When the Game Boy launched in early 1989 in Japan along with Super Mario Land, Alleyway, and Baseball, all 200,000 units sold out within two weeks. It was released later that year in the US with Tetris as a pack-in game, and 40,000 hardware units were sold on the first day, which was quite impressive in those days. Yokoi and his R&D1 group developed some of the Game Boy's best games, including the Super Mario Land titles, Metroid II - Return of Samus, and Dr. Mario, a puzzle game that would also be developed for the Famicom.
Virtual DefeatIn 1994, there was talk about a Virtual Reality project Nintendo was secretly working on, codenamed VR32. Later that year, at Nintendo's annual Shoshinkai show in Japan, the company unveiled the Virtual Boy, a console Yokoi had worked on for two years. The strange-looking device had a couple of stylish legs on which was a visor one could look into. Upon looking inside, the players were able to play games that appeared to be on a 3D plane.
Unfortunately, the Virtual Boy never became as popular as Nintendo had hoped. The graphics in the games were only in red and black and people would often complain about eye strain after long play sessions. Add to that a price tag of $180 along with games that were average at best, and it was pretty obvious the Virtual Boy would never catch on with consumers when it launched in the summer of 1995. The Virtual Boy was simply too strange of a product for the gamers to consider it over Sega's and Sony's 32-bit consoles.
Nintendo realized this and dropped the 3D machine as quickly as it could, but Gunpei Yokoi surely was very bothered by the fact that the Virtual Boy was such a failure. He had dedicated a tremendous amount of time and effort on the product and it just wouldn't sell.
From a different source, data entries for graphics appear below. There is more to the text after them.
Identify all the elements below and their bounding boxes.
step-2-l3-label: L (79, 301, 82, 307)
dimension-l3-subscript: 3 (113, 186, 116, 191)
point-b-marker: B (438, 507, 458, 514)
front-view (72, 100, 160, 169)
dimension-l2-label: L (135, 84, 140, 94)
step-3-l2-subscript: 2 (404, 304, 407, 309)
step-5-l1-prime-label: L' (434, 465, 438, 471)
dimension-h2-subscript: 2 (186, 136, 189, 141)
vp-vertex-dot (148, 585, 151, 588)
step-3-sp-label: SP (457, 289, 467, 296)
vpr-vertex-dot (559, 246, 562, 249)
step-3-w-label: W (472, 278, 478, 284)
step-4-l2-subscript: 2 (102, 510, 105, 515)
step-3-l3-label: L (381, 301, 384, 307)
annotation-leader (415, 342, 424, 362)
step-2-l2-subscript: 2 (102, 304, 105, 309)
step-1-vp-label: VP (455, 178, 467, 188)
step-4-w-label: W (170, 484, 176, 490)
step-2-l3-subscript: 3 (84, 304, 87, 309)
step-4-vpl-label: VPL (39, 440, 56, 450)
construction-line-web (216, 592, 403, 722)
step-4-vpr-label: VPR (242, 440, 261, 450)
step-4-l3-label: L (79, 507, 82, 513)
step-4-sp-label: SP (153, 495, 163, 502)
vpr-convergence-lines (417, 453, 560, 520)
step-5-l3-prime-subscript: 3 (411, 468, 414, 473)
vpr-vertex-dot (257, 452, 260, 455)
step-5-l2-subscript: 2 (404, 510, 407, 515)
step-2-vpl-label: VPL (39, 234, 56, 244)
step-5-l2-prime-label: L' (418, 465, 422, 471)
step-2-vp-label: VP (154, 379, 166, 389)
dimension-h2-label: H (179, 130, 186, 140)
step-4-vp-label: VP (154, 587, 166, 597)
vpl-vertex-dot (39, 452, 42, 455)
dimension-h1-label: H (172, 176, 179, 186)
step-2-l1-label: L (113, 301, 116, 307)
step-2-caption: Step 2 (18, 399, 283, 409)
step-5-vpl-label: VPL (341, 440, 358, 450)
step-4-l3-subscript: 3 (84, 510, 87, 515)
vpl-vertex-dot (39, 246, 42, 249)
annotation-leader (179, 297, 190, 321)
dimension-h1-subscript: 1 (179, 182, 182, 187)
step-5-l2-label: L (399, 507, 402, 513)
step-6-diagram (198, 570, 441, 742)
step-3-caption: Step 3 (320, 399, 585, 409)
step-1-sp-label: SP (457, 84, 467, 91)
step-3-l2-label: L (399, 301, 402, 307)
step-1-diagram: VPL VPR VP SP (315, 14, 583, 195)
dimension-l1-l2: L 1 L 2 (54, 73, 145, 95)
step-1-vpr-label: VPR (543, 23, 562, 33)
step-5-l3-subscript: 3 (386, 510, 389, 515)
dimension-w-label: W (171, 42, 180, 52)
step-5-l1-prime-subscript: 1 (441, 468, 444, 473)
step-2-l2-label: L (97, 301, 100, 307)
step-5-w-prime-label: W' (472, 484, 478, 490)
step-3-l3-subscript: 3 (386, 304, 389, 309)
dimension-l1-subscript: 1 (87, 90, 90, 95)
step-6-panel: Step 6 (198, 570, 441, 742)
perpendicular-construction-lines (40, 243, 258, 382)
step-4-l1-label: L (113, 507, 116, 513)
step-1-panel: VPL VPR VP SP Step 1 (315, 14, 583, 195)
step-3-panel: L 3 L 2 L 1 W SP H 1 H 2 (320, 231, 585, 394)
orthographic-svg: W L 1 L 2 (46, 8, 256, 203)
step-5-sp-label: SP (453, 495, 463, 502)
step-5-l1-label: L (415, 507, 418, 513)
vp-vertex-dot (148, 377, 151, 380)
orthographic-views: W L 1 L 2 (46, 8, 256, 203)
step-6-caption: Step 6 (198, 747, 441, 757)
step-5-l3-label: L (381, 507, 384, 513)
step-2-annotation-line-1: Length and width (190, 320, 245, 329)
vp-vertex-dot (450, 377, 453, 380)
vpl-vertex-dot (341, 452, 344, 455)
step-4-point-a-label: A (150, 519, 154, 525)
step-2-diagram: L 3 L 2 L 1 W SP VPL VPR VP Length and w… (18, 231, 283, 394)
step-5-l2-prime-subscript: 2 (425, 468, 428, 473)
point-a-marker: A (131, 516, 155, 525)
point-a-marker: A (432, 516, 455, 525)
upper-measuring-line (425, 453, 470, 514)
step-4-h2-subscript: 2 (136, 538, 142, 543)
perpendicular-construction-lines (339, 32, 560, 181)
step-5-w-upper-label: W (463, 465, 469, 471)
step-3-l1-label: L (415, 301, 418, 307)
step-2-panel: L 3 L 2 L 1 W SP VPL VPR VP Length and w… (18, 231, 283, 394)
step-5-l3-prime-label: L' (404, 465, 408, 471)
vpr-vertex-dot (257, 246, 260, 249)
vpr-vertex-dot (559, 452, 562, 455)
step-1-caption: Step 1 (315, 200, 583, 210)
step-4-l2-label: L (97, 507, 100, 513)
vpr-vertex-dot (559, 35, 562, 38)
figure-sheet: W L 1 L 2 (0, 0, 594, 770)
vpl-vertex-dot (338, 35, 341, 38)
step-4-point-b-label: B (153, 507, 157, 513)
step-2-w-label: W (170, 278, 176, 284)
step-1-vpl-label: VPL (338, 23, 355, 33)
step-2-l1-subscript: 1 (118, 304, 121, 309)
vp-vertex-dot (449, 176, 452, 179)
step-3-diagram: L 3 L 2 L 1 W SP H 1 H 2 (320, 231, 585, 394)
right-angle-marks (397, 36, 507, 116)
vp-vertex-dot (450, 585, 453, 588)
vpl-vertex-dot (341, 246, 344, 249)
Yokoi resigned from Nintendo on August 15th, 1996, just days after his latest achievement, Game Boy Pocket, was launched in Japan, and although the official line was that him leaving the company had nothing to do with the failure of the Virtual Boy, many think it had a lot to do with it. Yokoi started a new Kyoto-based company called Koto Laboratory and continued to have a good relationship with Nintendo.
A year later, on October 4th, 1997, Yokoi was involved with the design of the WonderSwan, a handheld developed through a partnership between Koto and Bandai, when something terrible happened. Gunpei Yokoi was in a car with his associate Etsuo Kisoo on the Hokuriku Expressway in Neagarimachi, Ishikawa Prefecture, when they hit a truck in front of them. They stepped out of the vehicle to check the damage when a random car side-swiped them, seriously injuring Yokoi. He was taken to a nearby hospital but was pronounced dead two hours later.
Gunpei Yokoi was always described as a warm and wonderful gentleman who was loved by everyone he came in contact with. Although one of his last projects with Nintendo would turn out to be everything but a success, he will always be remember for the masterful inventions of his early days. On that mournful Saturday in 1997, the industry of interactive entertainment had lost one of its pioneers, a genius whose imaginativeness established Nintendo as one of the world's leading game developers. Gunpei Yokoi's creations made many a rainy day into a magical adventure and a tedious car trip short, and for that, we thank him.
Artwork copyright © Kevin Freitas 2000 - 2001.
Special thanks to David Sheff and Andy Eddy for writing Game Over - Press Start to Continue, a fascinating book about the history of Nintendo and its rise to dominance of the gaming industry.